> [Work instruction]:
Every line of the data below should be retyped exactly, with no images carried over.

==== Data provided

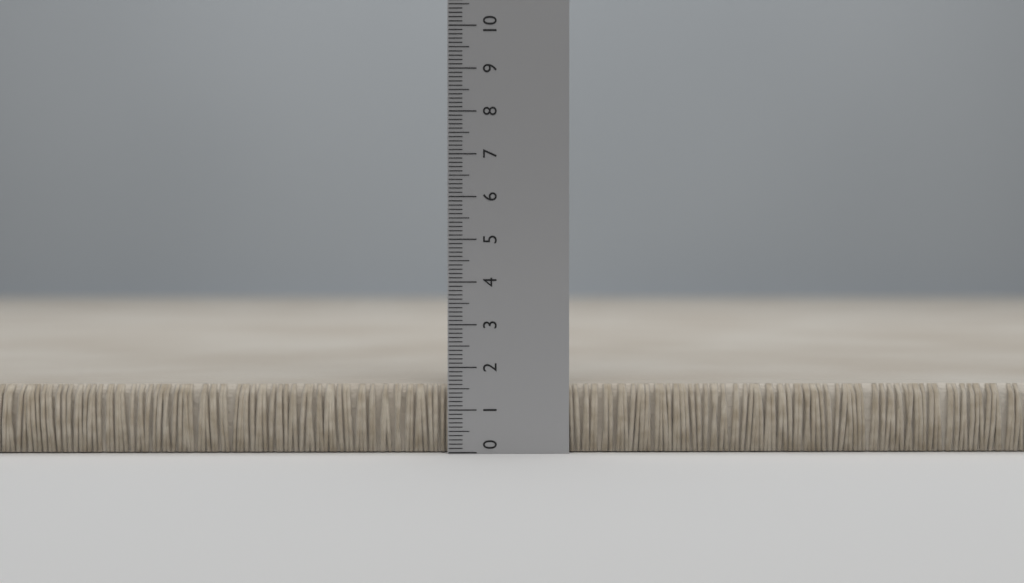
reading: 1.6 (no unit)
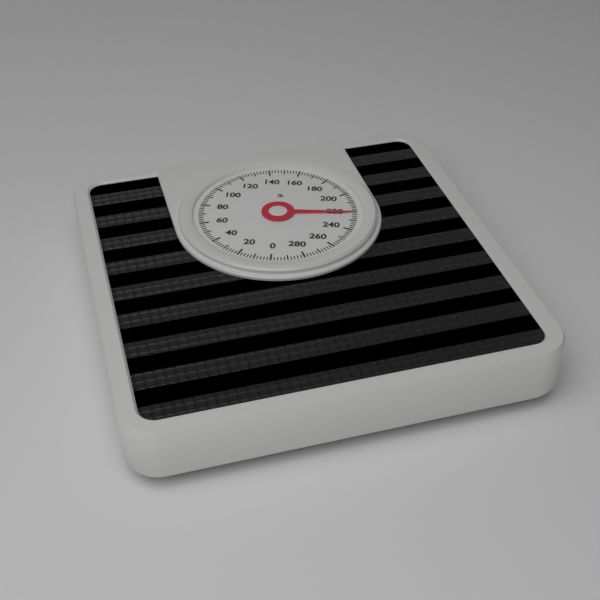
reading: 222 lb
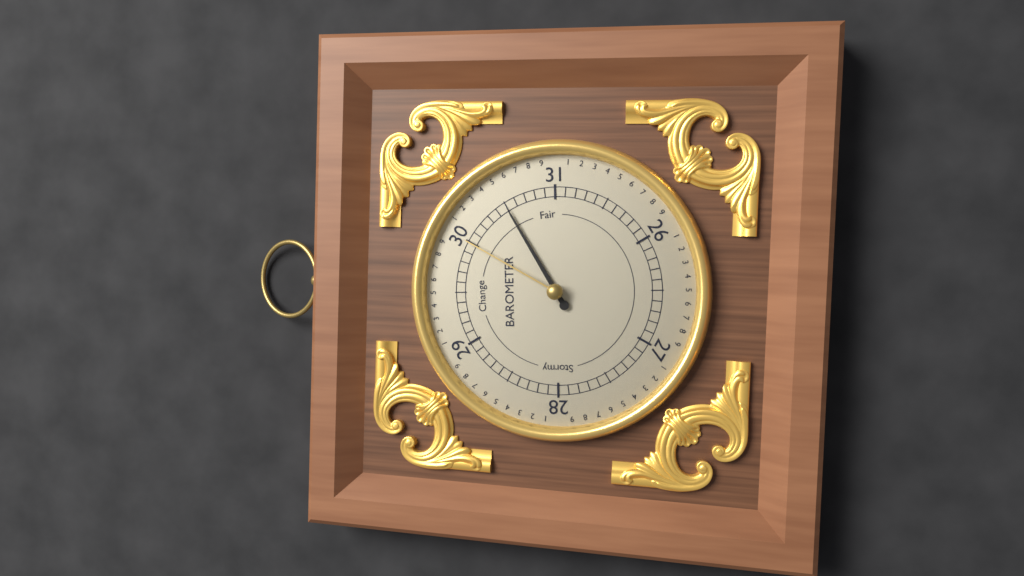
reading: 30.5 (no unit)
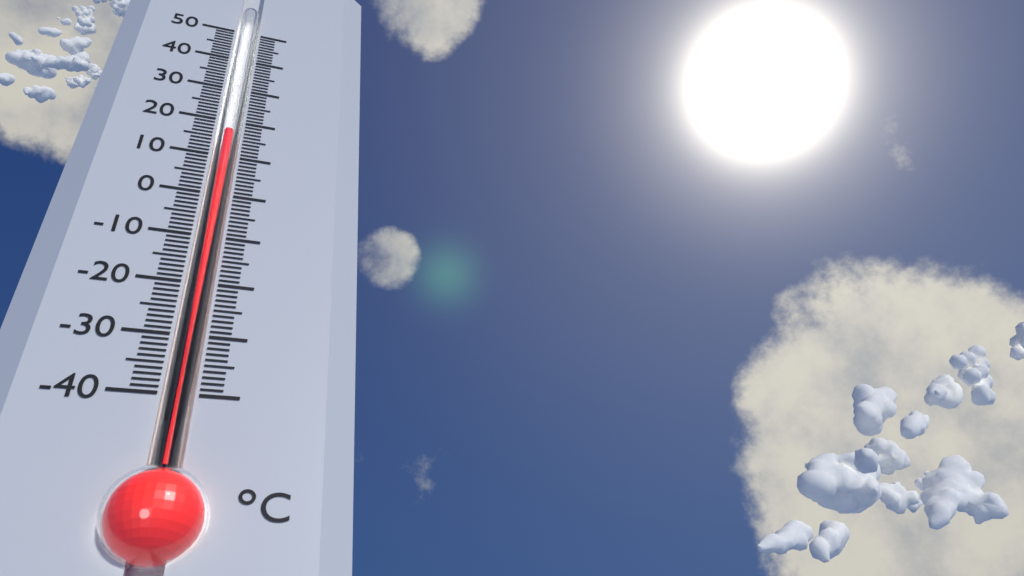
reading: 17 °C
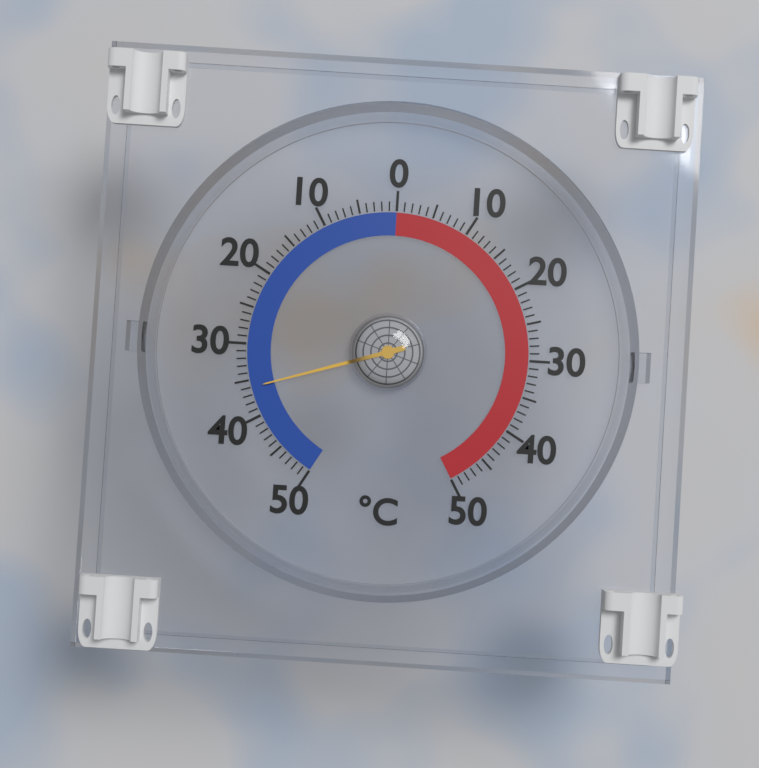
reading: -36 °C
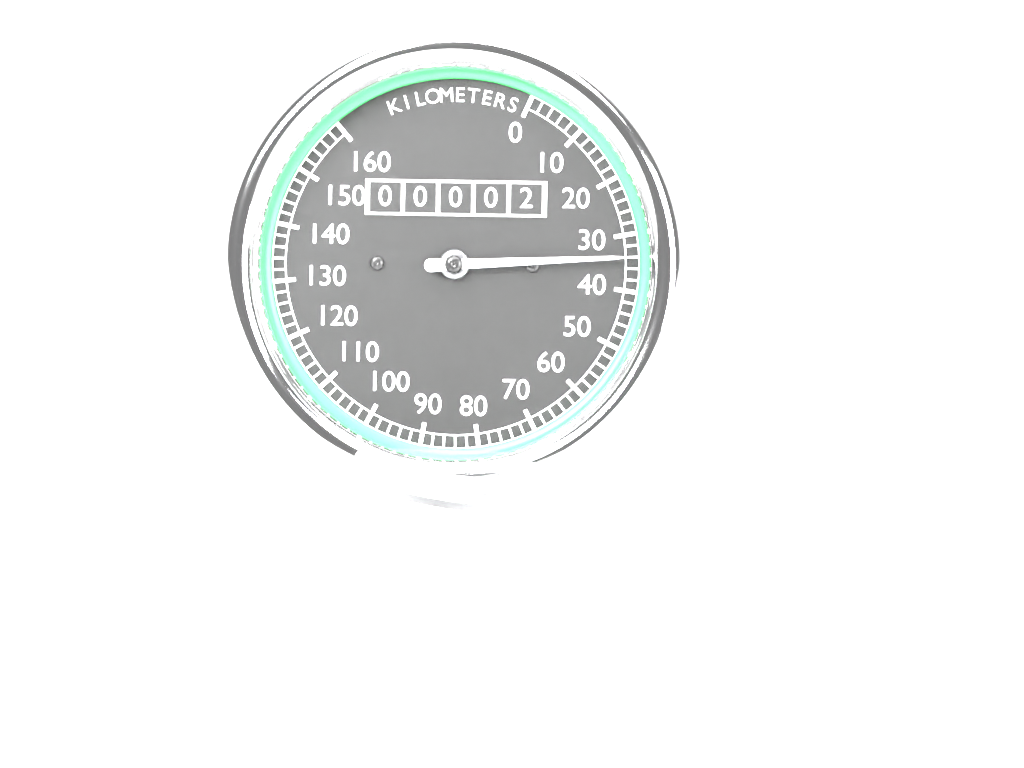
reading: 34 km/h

========

> [Response area]:
reading: 1.6 (no unit)
reading: 222 lb
reading: 30.5 (no unit)
reading: 17 °C
reading: -36 °C
reading: 34 km/h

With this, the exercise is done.